CRITICAL

How to Fix Kubernetes FailedMount: Volume Mount Error

Quick Fix Summary

TL;DR

Check PersistentVolumeClaim binding, verify node storage availability, and ensure correct StorageClass configuration.

A FailedMount error occurs when the kubelet on a node cannot attach or mount a volume to a pod. This prevents the pod from starting and is a critical production-blocking issue.

Diagnosis & Causes

  • PersistentVolumeClaim (PVC) not bound to a PersistentVolume (PV).
  • Incorrect or missing StorageClass configuration.
  • Node lacks required storage drivers or plugins.
  • Insufficient disk space or resource quotas on the node.
  • Permissions or security policy (e.g., SELinux, PodSecurityPolicy) blocking mount.
  • Recovery Steps

    1

    Step 1: Diagnose the Pod and PVC State

    First, gather detailed status from the affected pod and its associated PersistentVolumeClaim to identify the specific failure reason.

    bash
    kubectl describe pod <pod-name> -n <namespace>
    kubectl get pvc <pvc-name> -n <namespace> -o yaml
    kubectl get events -n <namespace> --field-selector involvedObject.name=<pod-name>
    2

    Step 2: Verify PersistentVolume (PV) Binding

    Ensure the PVC is correctly bound to an available PV. An unbound PVC ('Pending' status) is a primary cause of FailedMount.

    bash
    kubectl get pv
    kubectl get pvc -A | grep -v Bound
    # If PVC is Pending, check StorageClass:
    kubectl get storageclass
    kubectl describe storageclass <storageclass-name>
    3

    Step 3: Check Node Storage & Kubelet Status

    SSH into the node hosting the pod (from describe output) and verify kubelet logs and local storage health. The error often originates here.

    bash
    # Find the node:
    kubectl get pod <pod-name> -n <namespace> -o wide
    # On the node, check kubelet logs for mount errors:
    sudo journalctl -u kubelet --since "5 minutes ago" | grep -i mount
    # Check local disk space:
    df -h
    4

    Step 4: Validate Volume Configuration & Secrets

    For cloud or CSI volumes, ensure the required secrets (for provider credentials) exist and are correctly referenced in the StorageClass or PV.

    bash
    # Check for secrets referenced by the StorageClass or PV:
    kubectl get secret -n <namespace>
    kubectl describe pv <pv-name> | grep -A5 -B5 Secret
    5

    Step 5: Inspect CSI Driver or In-Tree Plugin

    If using a CSI driver (e.g., aws-ebs-csi, azure-disk-csi), ensure its pods are running and healthy in the kube-system namespace.

    bash
    kubectl get pods -n kube-system | grep -i csi
    kubectl logs -n kube-system -l app=<csi-driver-name> --tail=50
    6

    Step 6: Address Security Policies & Permissions

    Check for SELinux denials on the node or overly restrictive Pod Security Admission (PSA)/PodSecurityPolicy (PSP) blocking volume mounts.

    bash
    # Check for SELinux AVC denials on the node:
    sudo ausearch -m avc -ts recent
    # Check Pod Security Admission labels on the namespace:
    kubectl get ns <namespace> -o jsonpath='{.metadata.labels}'
    7

    Step 7: Force Pod Restart on a Different Node

    As an immediate recovery tactic, cordon the faulty node and delete the pod to let the controller schedule it elsewhere.

    bash
    kubectl cordon <node-name>
    kubectl delete pod <pod-name> -n <namespace>
    # Monitor new pod scheduling:
    kubectl get pod <pod-name> -n <namespace> -w

    Architect's Pro Tip

    "For dynamic provisioning failures, the kube-controller-manager logs often contain the root cause before the error propagates to the kubelet. Check them with `kubectl logs -n kube-system -l component=kube-controller-manager --tail=100`."

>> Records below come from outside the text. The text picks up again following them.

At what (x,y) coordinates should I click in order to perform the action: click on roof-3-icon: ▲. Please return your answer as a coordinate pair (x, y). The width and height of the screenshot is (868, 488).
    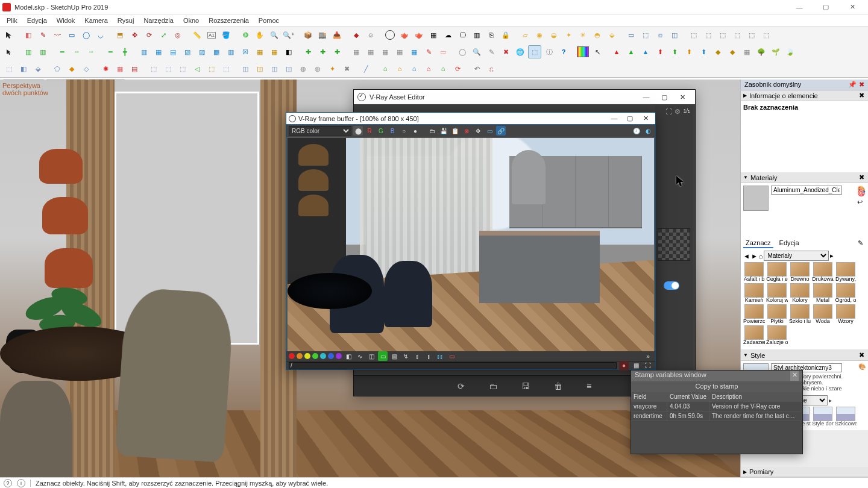
    Looking at the image, I should click on (646, 52).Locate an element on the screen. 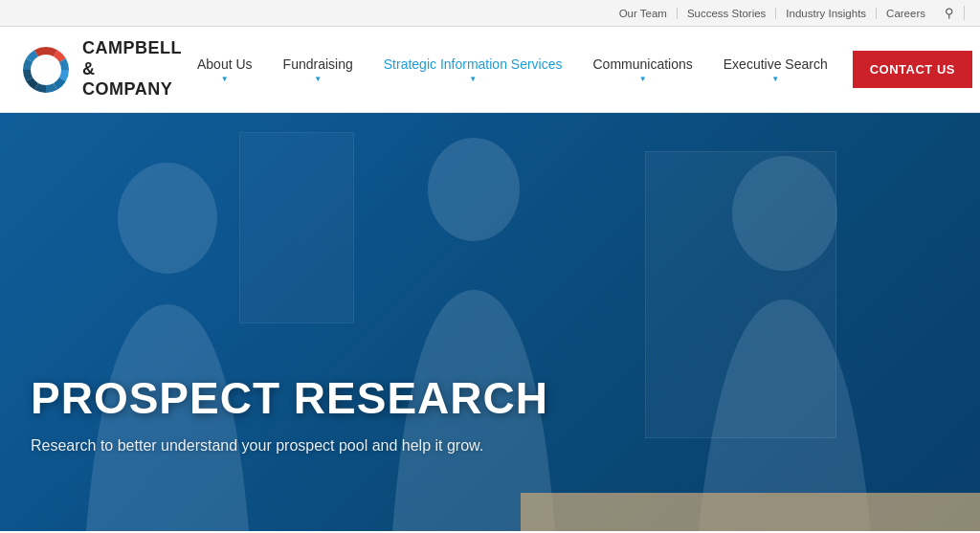 The image size is (980, 533). nav-label-strategic-information-services: Strategic Information Services is located at coordinates (473, 64). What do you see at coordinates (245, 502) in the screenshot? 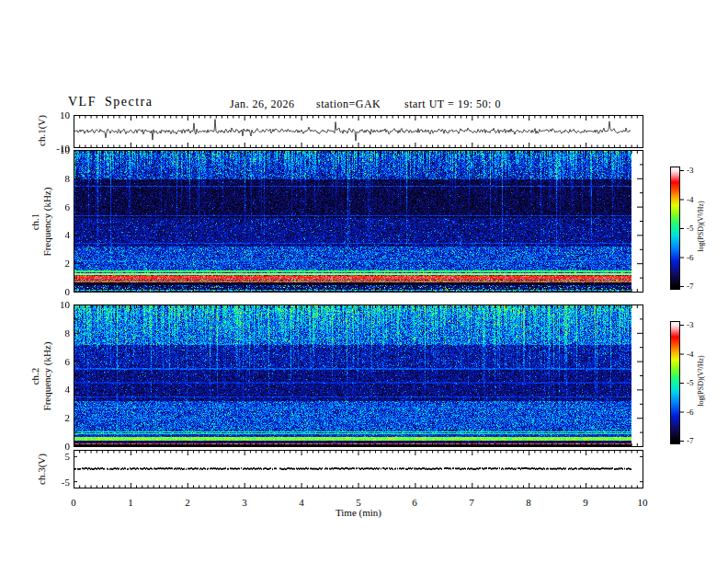
I see `tick-label: 3` at bounding box center [245, 502].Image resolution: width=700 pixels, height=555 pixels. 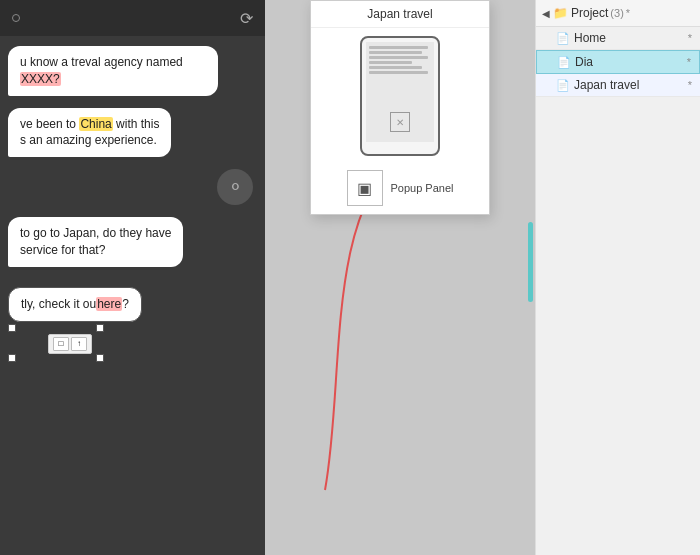 I want to click on bubble-2-text-before: ve been to, so click(x=50, y=124).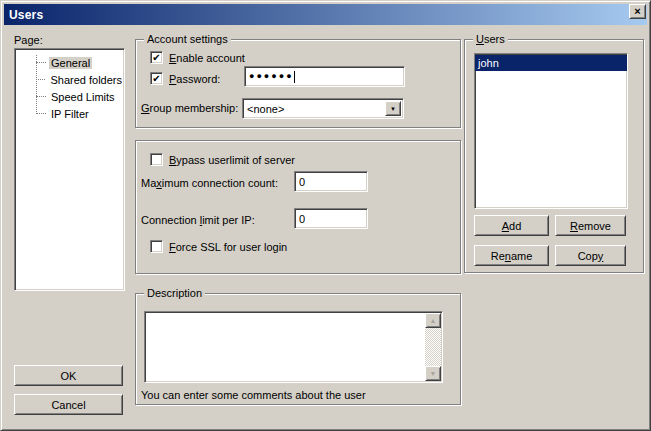  Describe the element at coordinates (433, 374) in the screenshot. I see `scroll-down-button: ▼` at that location.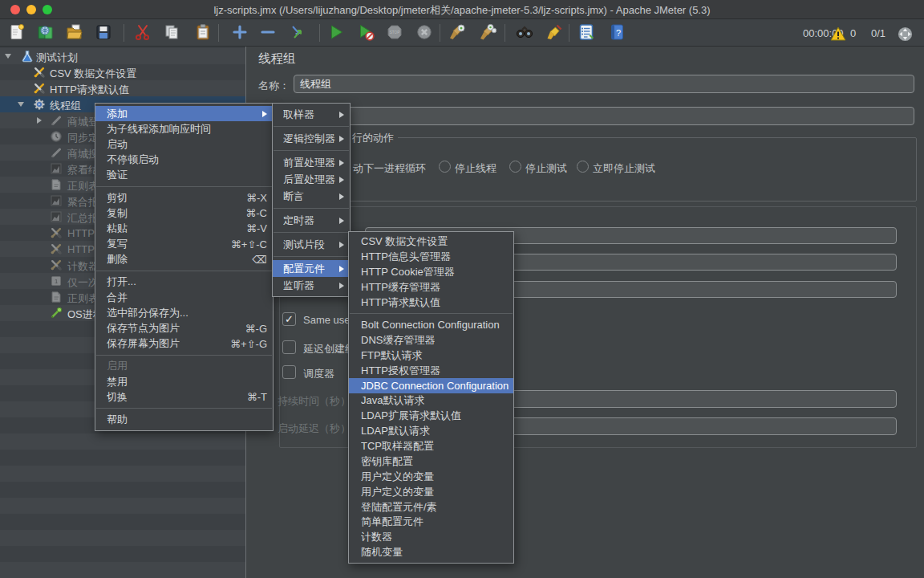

    Frequently Asked Questions

    My PVC status is 'Pending' forever. What's wrong?

    A 'Pending' PVC usually indicates no StorageClass is specified, the specified StorageClass doesn't exist, or the storage provider (e.g., cloud quota) cannot provision the volume. Run `kubectl describe pvc <name>` for events.

    The pod works on Node A but fails with FailedMount on Node B. Why?

    This points to a node-specific issue. Node B likely lacks the necessary storage driver, has a different OS/kernel version, has full disk, or has a network/firewall issue preventing communication with the storage backend (e.g., NFS server, cloud API).

    How do I distinguish between an 'Attach' error and a 'Mount' error?

    Check the detailed pod events (`kubectl describe pod`). 'FailedAttachVolume' indicates the cloud/CSI controller couldn't attach the disk to the node VM. 'FailedMount' means the kubelet on the node failed to mount the already-attached disk into the pod's filesystem.